**What you have to do**
Restate all entries exactly. Skip the images.

**Entries shown**
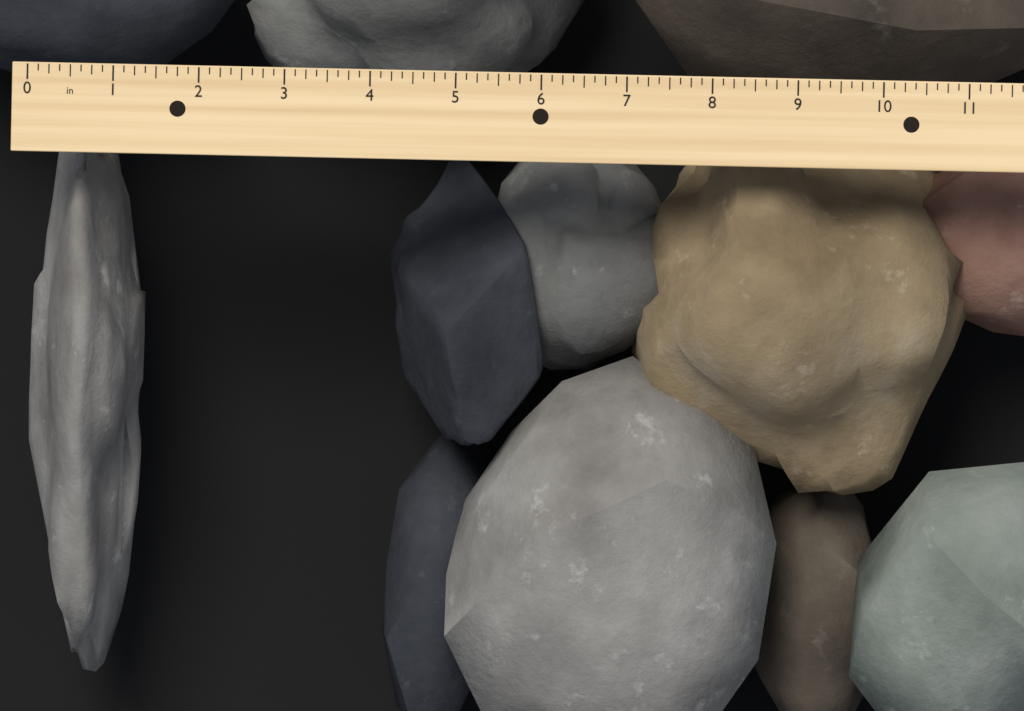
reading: 1.375 in
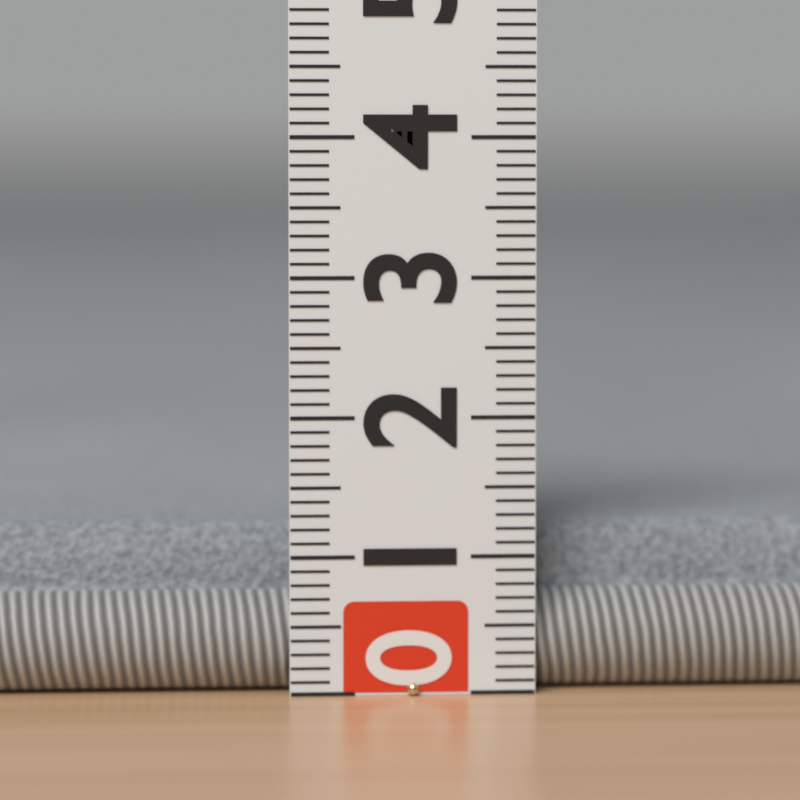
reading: 1.2 (no unit)
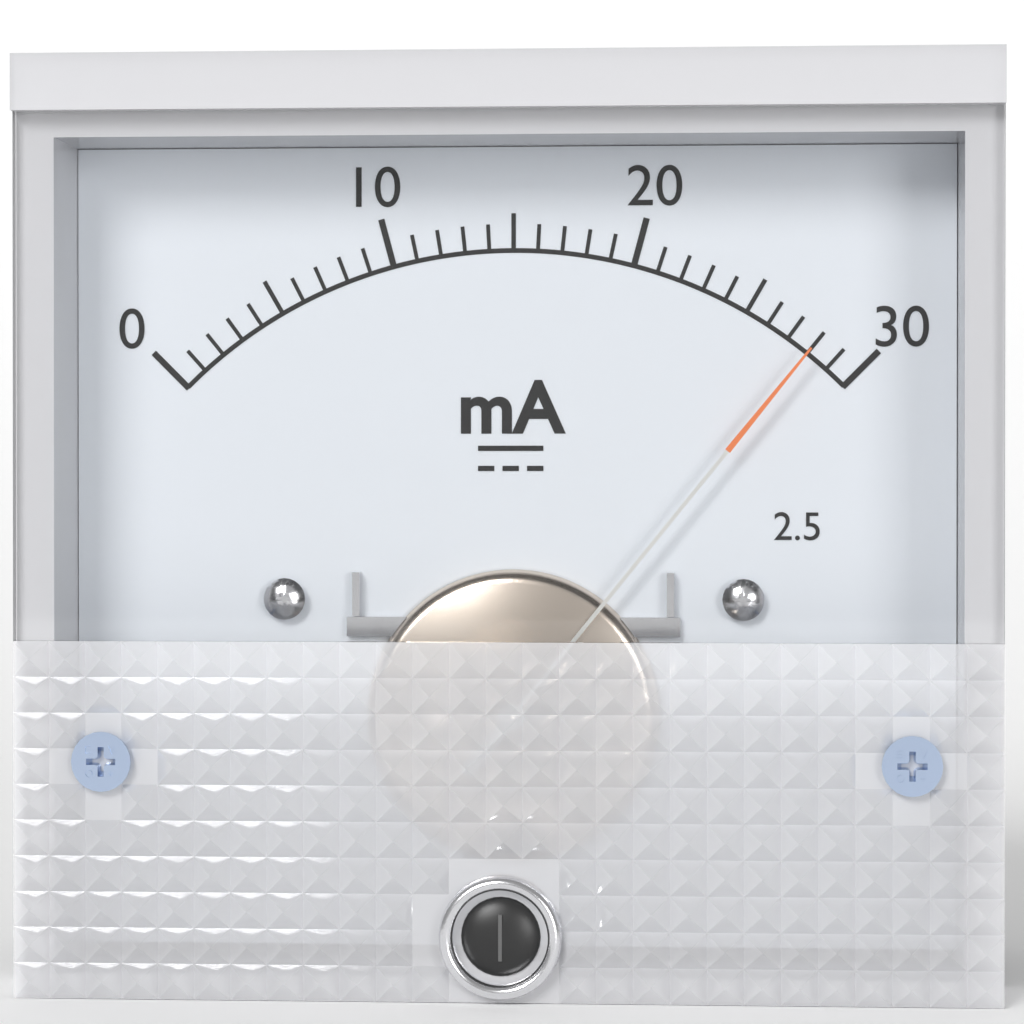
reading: 28 mA
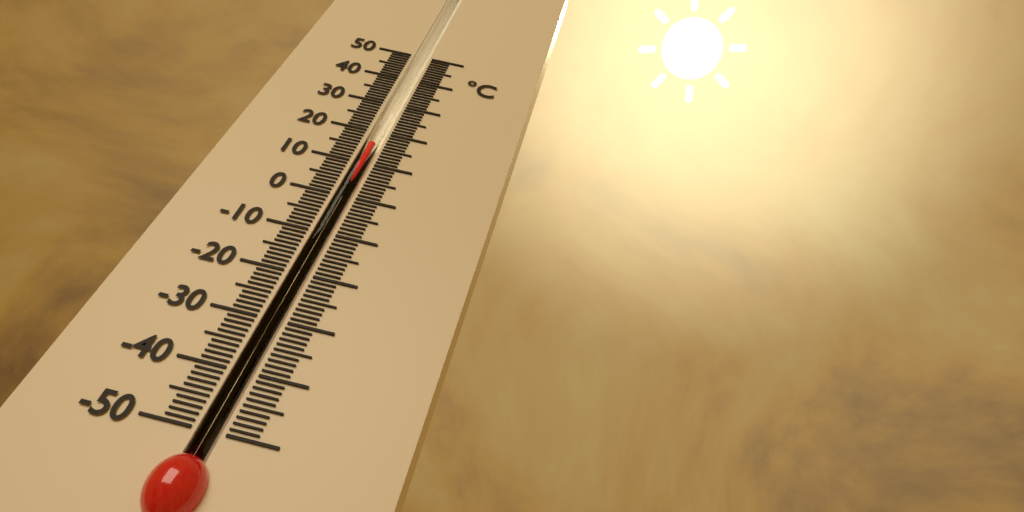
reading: 16 °C
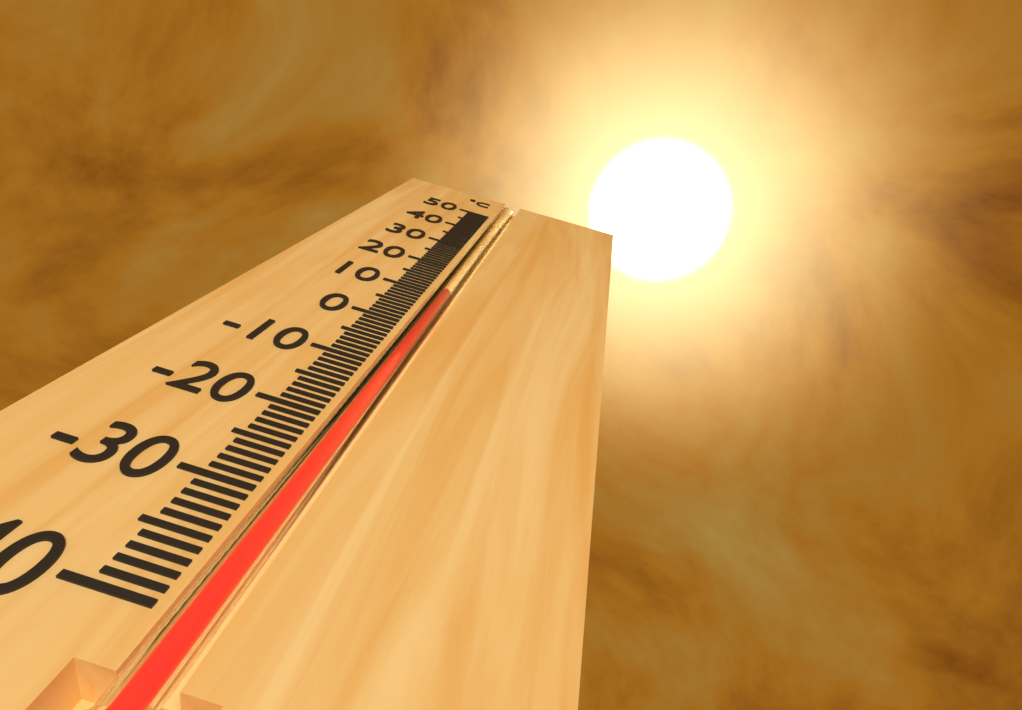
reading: 11 °C
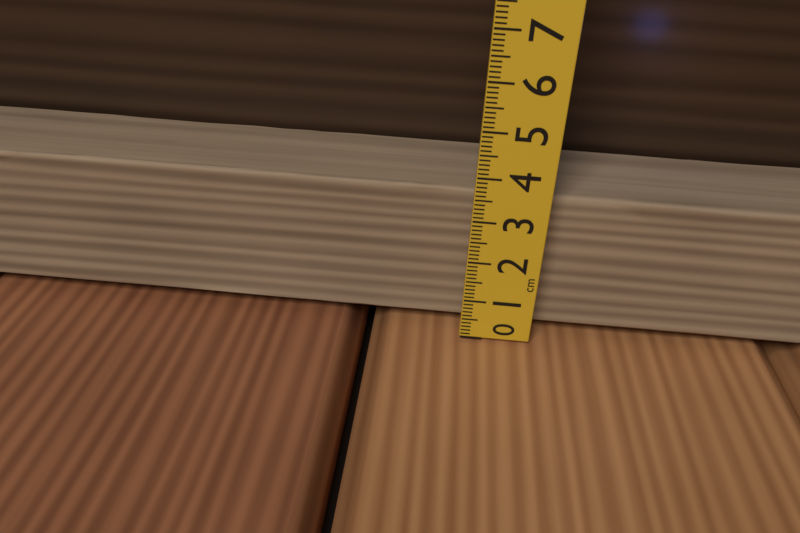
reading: 3.6 cm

**Result of the exercise**
reading: 1.375 in
reading: 1.2 (no unit)
reading: 28 mA
reading: 16 °C
reading: 11 °C
reading: 3.6 cm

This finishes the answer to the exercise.